In nine days, it was done. Each man watched a monitor as his respective three percent was transferred to an offshor
e account. Ryker went to retrieve the water filter from the kitchenette while Rickard explained Rupert’s account. As a favor, they’d started a company for Rupert. An insurance company. “Malay Industrial Qualifiers” would be based in a skyscraper in Johor Bahru. The building would have sixty-eight stories. The foundation work alone would take two years to complete. After year eight, when the project was complete, the insurance company would stop taking construction losses. Rupert would declare bankruptcy. He’d sell the building for a premium, however, as it was a booming region. As sole owner, Rupert would pay himself a monthly salary of $510,000.00. To legitimize this income, he would attend quarterly meetings by telephone and fly to Malaysia once a year. On March 29 of the ninth year, a new construction project would be explained and his monthly salary would increase to $2,102,000.00.

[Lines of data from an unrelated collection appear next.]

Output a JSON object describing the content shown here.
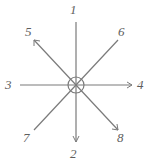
{
  "diagram": {
    "type": "ray-star-diagram",
    "stroke_color": "#7a7a7a",
    "label_color": "#5e5e5e",
    "background_color": "#ffffff",
    "center": {
      "x": 76,
      "y": 85,
      "circle_radius": 8
    },
    "rays": [
      {
        "id": "ray-1",
        "label": "1",
        "direction": "up",
        "angle_deg": 90,
        "end": {
          "x": 76,
          "y": 22
        },
        "label_pos": {
          "x": 72,
          "y": 4
        }
      },
      {
        "id": "ray-2",
        "label": "2",
        "direction": "down",
        "angle_deg": 270,
        "end": {
          "x": 76,
          "y": 142
        },
        "label_pos": {
          "x": 72,
          "y": 148
        }
      },
      {
        "id": "ray-3",
        "label": "3",
        "direction": "left",
        "angle_deg": 180,
        "end": {
          "x": 20,
          "y": 85
        },
        "label_pos": {
          "x": 6,
          "y": 78
        }
      },
      {
        "id": "ray-4",
        "label": "4",
        "direction": "right",
        "angle_deg": 0,
        "end": {
          "x": 132,
          "y": 85
        },
        "label_pos": {
          "x": 136,
          "y": 78
        }
      },
      {
        "id": "ray-5",
        "label": "5",
        "direction": "up-left",
        "angle_deg": 135,
        "end": {
          "x": 34,
          "y": 40
        },
        "label_pos": {
          "x": 26,
          "y": 26
        }
      },
      {
        "id": "ray-6",
        "label": "6",
        "direction": "up-right",
        "angle_deg": 45,
        "end": {
          "x": 118,
          "y": 40
        },
        "label_pos": {
          "x": 118,
          "y": 26
        }
      },
      {
        "id": "ray-7",
        "label": "7",
        "direction": "down-left",
        "angle_deg": 225,
        "end": {
          "x": 34,
          "y": 130
        },
        "label_pos": {
          "x": 24,
          "y": 132
        }
      },
      {
        "id": "ray-8",
        "label": "8",
        "direction": "down-right",
        "angle_deg": 315,
        "end": {
          "x": 118,
          "y": 130
        },
        "label_pos": {
          "x": 116,
          "y": 132
        }
      }
    ]
  }
}
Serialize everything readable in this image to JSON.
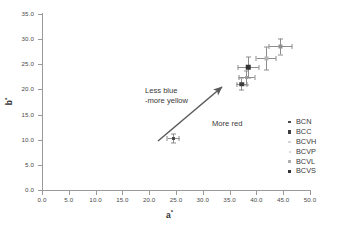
{
  "chart_data": {
    "type": "scatter",
    "title": "",
    "xlabel": "a*",
    "ylabel": "b*",
    "xlim": [
      0.0,
      50.0
    ],
    "ylim": [
      0.0,
      35.0
    ],
    "xticks": [
      "0.0",
      "5.0",
      "10.0",
      "15.0",
      "20.0",
      "25.0",
      "30.0",
      "35.0",
      "40.0",
      "45.0",
      "50.0"
    ],
    "yticks": [
      "0.0",
      "5.0",
      "10.0",
      "15.0",
      "20.0",
      "25.0",
      "30.0",
      "35.0"
    ],
    "xtick_values": [
      0,
      5,
      10,
      15,
      20,
      25,
      30,
      35,
      40,
      45,
      50
    ],
    "ytick_values": [
      0,
      5,
      10,
      15,
      20,
      25,
      30,
      35
    ],
    "grid": false,
    "legend_position": "right-inside",
    "series": [
      {
        "name": "BCN",
        "x": 24.5,
        "y": 10.3,
        "xerr": 1.1,
        "yerr": 0.9,
        "marker": "square",
        "marker_size": 3,
        "color": "#4a4a4a"
      },
      {
        "name": "BCC",
        "x": 37.3,
        "y": 21.0,
        "xerr": 1.0,
        "yerr": 1.2,
        "marker": "square",
        "marker_size": 4.5,
        "color": "#3c3c3c"
      },
      {
        "name": "BCVH",
        "x": 44.5,
        "y": 28.5,
        "xerr": 2.1,
        "yerr": 1.6,
        "marker": "square",
        "marker_size": 4,
        "color": "#8f8f8f"
      },
      {
        "name": "BCVP",
        "x": 41.8,
        "y": 26.1,
        "xerr": 1.8,
        "yerr": 2.3,
        "marker": "square",
        "marker_size": 4,
        "color": "#b4b4b4"
      },
      {
        "name": "BCVL",
        "x": 38.2,
        "y": 22.3,
        "xerr": 1.5,
        "yerr": 1.4,
        "marker": "square",
        "marker_size": 3,
        "color": "#a0a0a0"
      },
      {
        "name": "BCVS",
        "x": 38.5,
        "y": 24.4,
        "xerr": 2.0,
        "yerr": 2.1,
        "marker": "square",
        "marker_size": 5.5,
        "color": "#333333"
      }
    ],
    "annotations": [
      {
        "id": "less-blue",
        "line1": "Less blue",
        "line2": "-more yellow"
      },
      {
        "id": "more-red",
        "text": "More red"
      }
    ],
    "arrow": {
      "from": [
        26.0,
        11.5
      ],
      "to": [
        35.2,
        20.2
      ],
      "color": "#5a5a5a"
    }
  },
  "legend": {
    "entries": [
      {
        "label": "BCN",
        "color": "#4a4a4a",
        "size": 2.6
      },
      {
        "label": "BCC",
        "color": "#3c3c3c",
        "size": 3.6
      },
      {
        "label": "BCVH",
        "color": "#d4d4d4",
        "size": 2.2
      },
      {
        "label": "BCVP",
        "color": "#dcdcdc",
        "size": 2.0
      },
      {
        "label": "BCVL",
        "color": "#b0b0b0",
        "size": 2.2
      },
      {
        "label": "BCVS",
        "color": "#333333",
        "size": 3.4
      }
    ]
  },
  "axis_titles": {
    "x_base": "a",
    "x_sup": "*",
    "y_base": "b",
    "y_sup": "*"
  }
}
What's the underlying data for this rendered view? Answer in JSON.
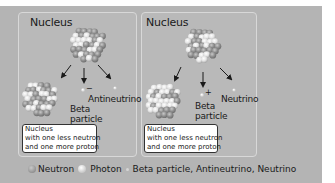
{
  "panels": [
    {
      "title": "Nucleus",
      "decay": "beta-minus",
      "beta_charge": "−",
      "beta_label": [
        "Beta",
        "particle"
      ],
      "emitted_label": "Antineutrino",
      "result_box": [
        "Nucleus",
        "with one less neutron",
        "and one more proton"
      ]
    },
    {
      "title": "Nucleus",
      "decay": "beta-plus",
      "beta_charge": "+",
      "beta_label": [
        "Beta",
        "particle"
      ],
      "emitted_label": "Neutrino",
      "result_box": [
        "Nucleus",
        "with one less neutron",
        "and one more proton"
      ]
    }
  ],
  "legend": [
    {
      "icon": "neutron-icon",
      "label": "Neutron",
      "color": "#8a8a8a"
    },
    {
      "icon": "photon-icon",
      "label": "Photon",
      "color": "#e0e0e0"
    },
    {
      "icon": "small-particle-icon",
      "label": "Beta particle, Antineutrino, Neutrino",
      "color": "#d6d6d6"
    }
  ],
  "colors": {
    "background": "#b4b4b4",
    "panel_border": "#d8d8d8",
    "neutron": "#8a8a8a",
    "proton": "#e6e6e6"
  }
}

Ryker returned from the kitchenette. He wiped down the water filter and put it in his briefcase. He handed Rupert two Irish passports. One had Rupert’s picture inside, but the name on the document was Aaron Musselli. Rupert flipped through the passport. His Irish doppelgänger was well travelled: he’d been to Paris, Amsterdam, and Chicago in the past year. The second passport was for his wife. She had more expensive taste. In addition to the trips she took with “Aaron” she’d visited Fiji, Barbados, and Las Vegas. Rupert didn’t ask why his fictitious last name sounded like a Swiss cereal. He didn’t ask why the passports were Irish. He knew the identities were necessary to insulate him from paper trails—to protect them all from big brother’s helpful oversight.
This was the new normal. This was how it worked.
Rupert watched for the correct moment to thank the Germans, but coffee cups in hand, the men left without a word. Rupert looked out the window. The Germans slid into a rented Tercel. Each man buckled his seat belt before the car cautiously entered traffic. Alone at last, Rupert felt amazed. The number at the bottom line of the adding machine was absurd. He subtracted nine percent, then shook his head with smoothly accelerating incredulity. The Germans were magicians. Bonn Maddox was worth several hundred billion dollars, yet as far as the State of New York was concerned, Bonn would only receive $3,825,633.00 a year for the next twenty years—the sum of Troy’s documented estate.